The unspoken lay heavy on his mind, if not on hers. He had had blackouts three times, and on each occasion someone-or something-had died. First the dog, and finally Mandy Barnett. And part of his fear was that he might be responsible for the deaths of those two girls as well. She could see that fear, feel it, almost smell it.
The empty snifter slipped out of Jan’s hand, bounced on the rag rug and then onto the floor, and lay there rolling slightly back and forth. He didn’t seem to notice. But Alix watched it as if it were an object of fascination.
“Ah Christ, Alix,” he said in a choked voice, “don’t you see? I don’t know what I do when I have those spells, what I might be capable of. I can’t believe I could hurt anyone, and yet… Novotny’s dog.. I just don’t know.”
She wanted to go to him, comfort him, but she felt frozen, suspended in a time warp between the present and that long-ago night in Boston. Then, as he’d revealed the emptiness and sadness of his life, his pain had been genuine and deep; but this pain cut to the core of him, a hundred times more acute. All this time, since he’d first learned of his disease, he had been living a hellish existence: alone when he should not have been alone, shouldering a torment-a series of torments-that he should have shared with her.
She could do nothing to change the past, or alleviate his fear of his imminent blindness; but she could relieve him of the other part of his terror. She said, “The dog was an accident. And you didn’t hurt anyone else; you couldn’t have.”
“Are you so sure of that?”
“Yes. I know you, I know you’re not capable of-”
“You’re my wife. Naturally you feel that way.”
Had she been so absolutely sure of him all along? If she hadn’t, she must never admit it even to herself. She said, “There’s more than that. Actual physical evidence. The detective, Sinclair, told me Mandy was killed by someone driving a dark-green car or truck; you couldn’t possibly have run her off the road. And whoever strangled Mandy must have strangled that other girl, too. You had nothing to do with either one.”
He sat motionless for a moment. Then he took off his glasses, scrubbed at his eyes as if to wipe away some of the fear. And at last, seeing him do that, she was able to go to him-to kneel down to him, pull his head into the protective curve of her shoulder.
“The dog-” he began.
“An accident. ”
“But the blackouts-”
“Whatever you do during them, you’re not dangerous to anyone except when you’re behind the wheel of a car. The doctors will find out why they’re happening, how to control them. They’ve got to.”
He was silent for a moment. Then he raised his head, but not to look at her, his gaze fixed on a point over her left shoulder. “No matter what the doctors find out about the blackouts, I’m going to be blind. Do you realize what that will mean? If you’re still with me, I’ll become a burden to you. A sick, dependent, blind husband.”

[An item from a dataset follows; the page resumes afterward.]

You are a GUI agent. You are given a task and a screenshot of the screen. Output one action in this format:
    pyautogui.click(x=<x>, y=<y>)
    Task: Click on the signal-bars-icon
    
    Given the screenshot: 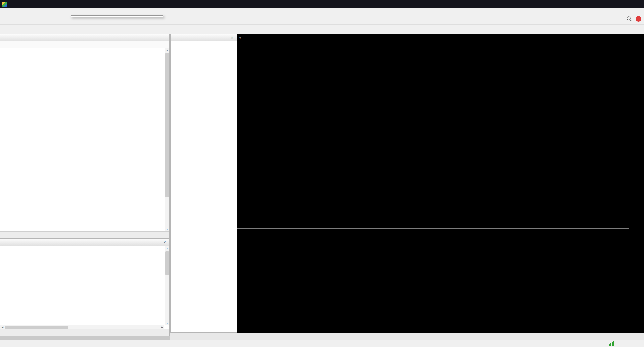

Now the reason for his silence about his illness was becoming clear. He’d been afraid she would leave him! But how could he have been so unsure of her? And needlessly so; leaving him had never crossed her mind, even when she had doubted his sanity.
She said, “You can’t really believe that matters so much to me.”
He continued to look away, not answering.
She reached up, put her hand against his bearded cheek, moved his head until he was looking into her eyes. “Why would you even think that it makes a difference? That I’d leave you?”
“Because… dammit!” He took her wrist, removed her hand. “Because people have been leaving me all my life. Why not you, too?”
Anger flared up; she struggled to control it. After a moment she said, “I’m not just ‘people.’ I’m your wife and I love you. I’d have to have a far better reason than blindness to make me go away from you.”
His face, squeezed tight by tension, relaxed slightly. “I admit,” he said, and stopped and then started again, “I admit I was probably being irrational. But I just couldn’t bring myself to tell you, to put it to the test. I was terrified of losing you.”
She’d been aware that in a marriage of many years’ duration, the partners tended to conceptualize their spouses-not necessarily as they were, but as extensions of their own selves. Somehow, though, she had never applied this common psychological phenomenon to her own marriage, and yet that seemed to be exactly what she and Jan had both been doing. Years of comfortable routines and patterns had evidently robbed them of real communication, and each had transferred his own fears and failings to the other. Jan had translated his fear of loved ones leaving him to actual potential desertion on her part. And she, because she sometimes doubted her own worth as an adult woman, had imbued him with a similar lack of worth, doubted him as she doubted herself.
The irony was that these mutual doubts had surfaced with the first major crisis they’d had to face in years. At a time when they should have drawn closer, the doubts had threatened instead to pull them apart.